Snow is a highly porous environment, exchanging and entrapping air from the surrounding environment. As more snow is deposited onto the surface of the snowpack, older snow layers compress eventually into ice, encasing small samples of the atmosphere existing over and within the snow at the time of deposition.

This same logic has been used to justify the quantification of shorter-lived, more reactive trace gases in ice cores including methyl bromide and methyl chloride. However, these methods rest on the assumption that the snowpack is quasi-sterile metabolically or, at least, that microbial production/consumption of these trace gases is not significant.

Typically, polar ice cores’ sterility makes them reliable snapshots of ancient climates: the absence of microorganisms means that the gas footprint trapped in ice has not been altered by any digestion process over millennia.

But now, a new study by scientists at the University of York, has concluded that polar snow is not sterile after all. In fact, the sampled gases may have been shaped by bacteria that remain alive as the soft snowpack slowly turns into ice, a process that may take decades.

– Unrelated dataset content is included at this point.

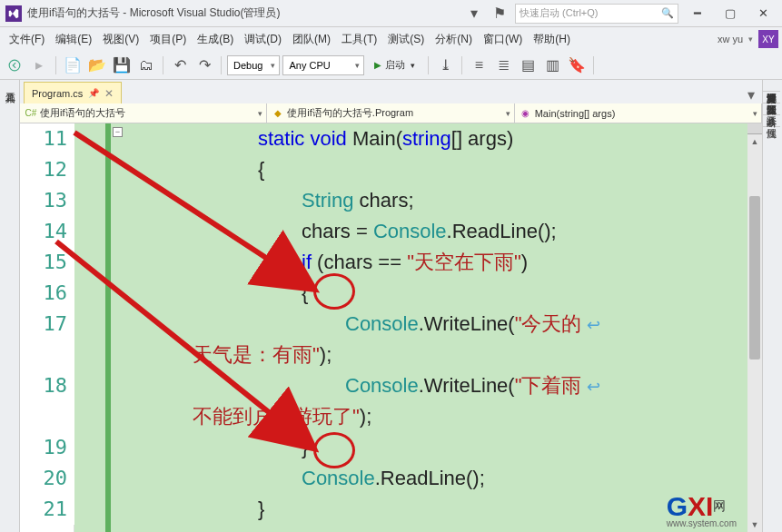  Describe the element at coordinates (406, 39) in the screenshot. I see `menu-item: 测试(S)` at that location.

Researchers looked at snow samples in situ—or in its natural state—as well as samples sterilized with UV lights. The UV lights zapped traces of methyl iodide—which countered what was expected under the assumption that the system should only be influenced by chemistry rather than living bacterium. They found levels of methyl iodide, a gas produced by marine bacteria, in the natural snow. Traces of the gas were observed at tiny concentrations, but the results were enough to determine living bacteria was very much viable and active in the ice thought of as entirely sterile.

There’s lot of people that have been edging towards this for a while, but we’ve been able to show in situ that these things are happening,” Kelly Redeker, lead author and biologist at the University of York said. Taking bacteria from their environment to the lab is “great, but it’s no longer the natural conditions in which they’re found…All the other results to date have been [samples] that have been taken back to the lab.

Living Polar Snow Microbes Documented for the First Time
Polar snowpacks are harsh environments for a few reasons. First of all, they are obviously pretty cold, capable of reaching -34ºC (-29.2 ºF). Paired with that they are battered with a huge amount of UV radiation and aren’t particularly rich in nutrients. Perhaps then, the researchers pose, this could broaden our understanding of where life could live in extreme and seemingly inhospitable environments outside of our planet.

We know that bacteria have the potential to remain viable and metabolically active at low temperatures for hundreds to thousands of years,” said Redeker. “The next step is to look further down to see if we can observe active bacteria deep in the ice caps.